Saw one example of trying to start a stretched train at Flag Center,IL one day when a heavy westbounder  stopped on the grade and then after the meet tried to proceed west again. The grind marks from every wheel in the consist were so bad the brand new ribbon rail had to be replaced.

Leo Phillipp

On May 8, 2020, at 7:15 PM, Rupert Gamlen <gamlenz@hotmail.com> wrote:



Charlie

As well as the Westinghouse book, the Slideometer was covered in Railroad Gazette in 1886, as per attached account.

Rupert Gamlen
Auckland NZ

 

From: CBQ@groups.io <CBQ@groups.io> On Behalf Of Charlie Vlk
Sent: Saturday, 9 May 2020 8:55 am
To: CBQ@groups.io
Subject: Re: [CBQ] Waycar as test lab

 

Rupert wrote:


Back during the Burlington Brake Trials in 1876, test equipment was installed in the waycar at the end of the test trains to measure the severity of the braking effect. The slideometer consisted of a wooden trough 14 feet long and 6 inches wide, screwed to the centre of the waycar. In the trough was a wrought iron weight 5 inches in diameter weighing about 16 pounds which could slide in either direction, and the distance travelled indicated the severity of the movement. As well as the braking effect, the slideometer also demonstrated what happened when the train started moving. It was believed at that time that coupling slack was essential for getting a train moving, but the tests showed that was not the case. The slideometer demonstrated to the industry (members of the braking company’s management were posted to the waycar) that, with slack couplers, the shocks transmitted to the waycar were extreme and that passage in a waycar was dangerous.

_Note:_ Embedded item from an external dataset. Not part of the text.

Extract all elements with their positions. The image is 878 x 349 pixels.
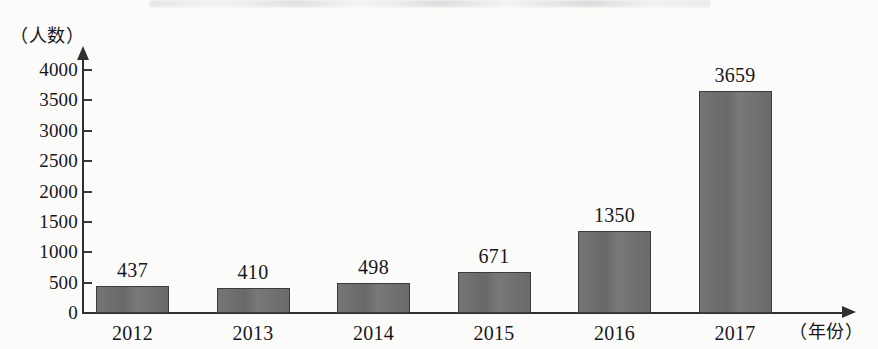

I checked a few of my files as I wasn’t sure about the location of the Slideometer.   While I think it may have been covered in one of the Railroad Journals more completely, the Westinghouse Air Brake book on Brake Tests only states the device was installed in the “rear car”.   Further on it states the shock was being recorded in the rear or 52nd car which indeed would make it the Waycar….there being 50 box cars, a dynamometer, and waycar.   BTW, there was a device in the 26th (box) car that recorded the speed, time, distance and brake-beam pressure for each stop.

 

The Westinghouse book carries a summary of the Master Car Builders proceedings covering the trials of 1886 and 1887.  They both state that the CB&Q Dynamometer Car (identified in a number of consists as Car Z) was built by the railroad in July, 1884 which confirms one of the dates in railroad records.